If scientific progress goes "boink," does institutional progress go "thud?"


Coworker and Video teacher Kackie is off at an Indiana wedding today and Monday; due to the unique substitute policies and limited potentialities of the prep school, as if my job wasn't so double-booking difficult in the first place, I'm both of us until she returns.

This morning this meant an hour of Apocalypse Now and a subsequent discussion of sound design with the eight students taking Video as Art, all but two of whom seem to be deadwood, taking the class to suck up the art credits, none of whom could access the email-attached overnight reading, without which the discussion goes nowhere. Or maybe they were just tired. Or stupid, I suppose.

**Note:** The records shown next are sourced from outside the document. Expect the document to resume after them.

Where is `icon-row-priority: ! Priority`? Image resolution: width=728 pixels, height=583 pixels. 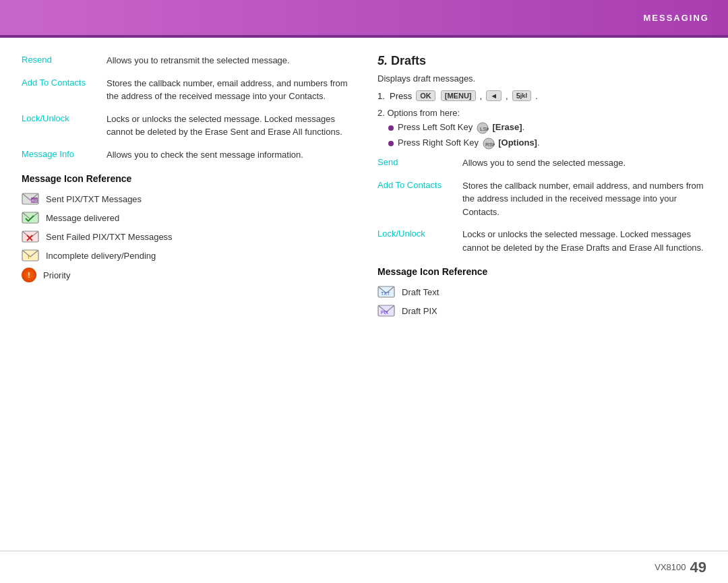 icon-row-priority: ! Priority is located at coordinates (186, 275).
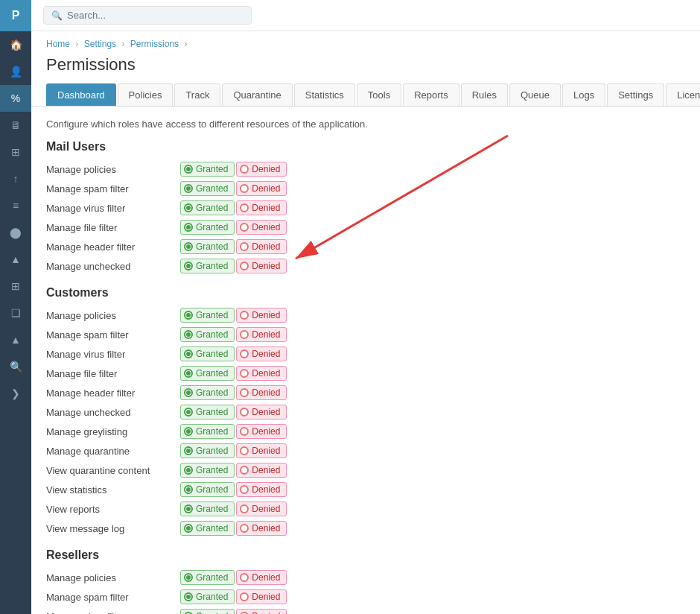 The width and height of the screenshot is (700, 614). What do you see at coordinates (113, 613) in the screenshot?
I see `perm-label-re-3: Manage virus filter` at bounding box center [113, 613].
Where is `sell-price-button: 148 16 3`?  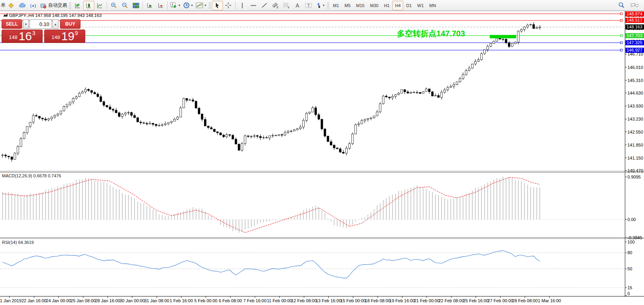 sell-price-button: 148 16 3 is located at coordinates (22, 36).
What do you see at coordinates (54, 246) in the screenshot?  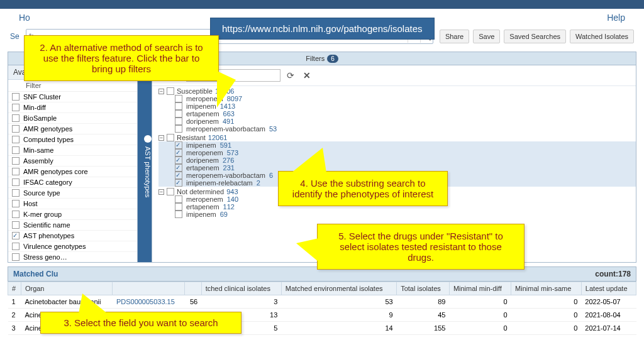 I see `filter-option-label: Virulence genotypes` at bounding box center [54, 246].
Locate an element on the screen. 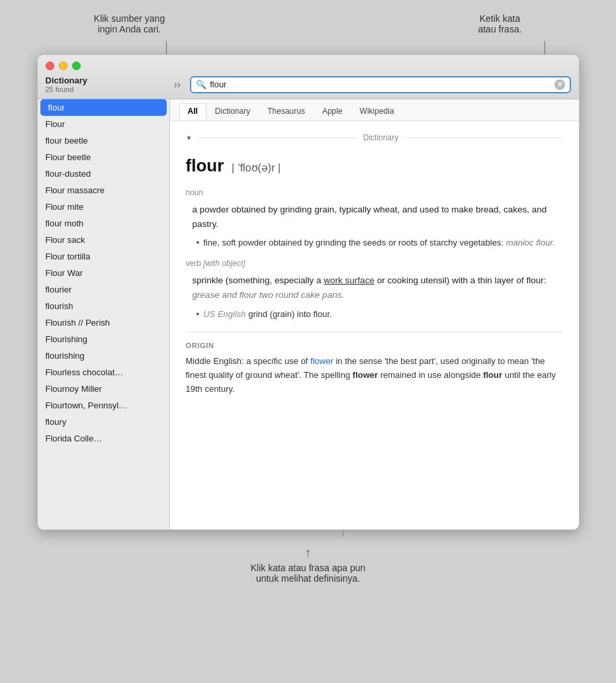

Now I'm in the media center, missing lunch and chating with the veryoccasional stopper-by about anything under the sun; though my usual media spot is light and airy, here on the "lesser campus" of two media services is a basement coridor dead-end, and NMH stands for Not Much Here. Hard to believe the bare fact of access, regardless of community use and desirability, is more valuable to the comunity than my usual work in the busier spaces -- library info commons, and the much more accessible media center adjunct to the library and snack bar on the other, about-to-be-deserted campus. But such is the life of the institutional drone, I guess, when coverage priorities are made by those who have never seen me work, not done a single observation of class or instruction, and therefore make policy by theory, regardless of praxis and sociocultural need.

And the subjective? Would I rather be in the library between blocks, of the deserted media center, blogging on worktime? An unsolvable paradox, that -- I prefer to be in the bustle, but I'd rather be all things, infinite in time, vocational to the core, always at work and with time for the family constant and coincident. Tempting here to wish for the ability to clone, but I know better; the Calvin-and-Hobbesean dilemma (all betas believe themselves to be the alpha) merely leads to self-jealousy ("It worked! It worked! I'm a genius!" "No you're not, you liar! I invented this!"). It's so much safer/saner to be jealous of others.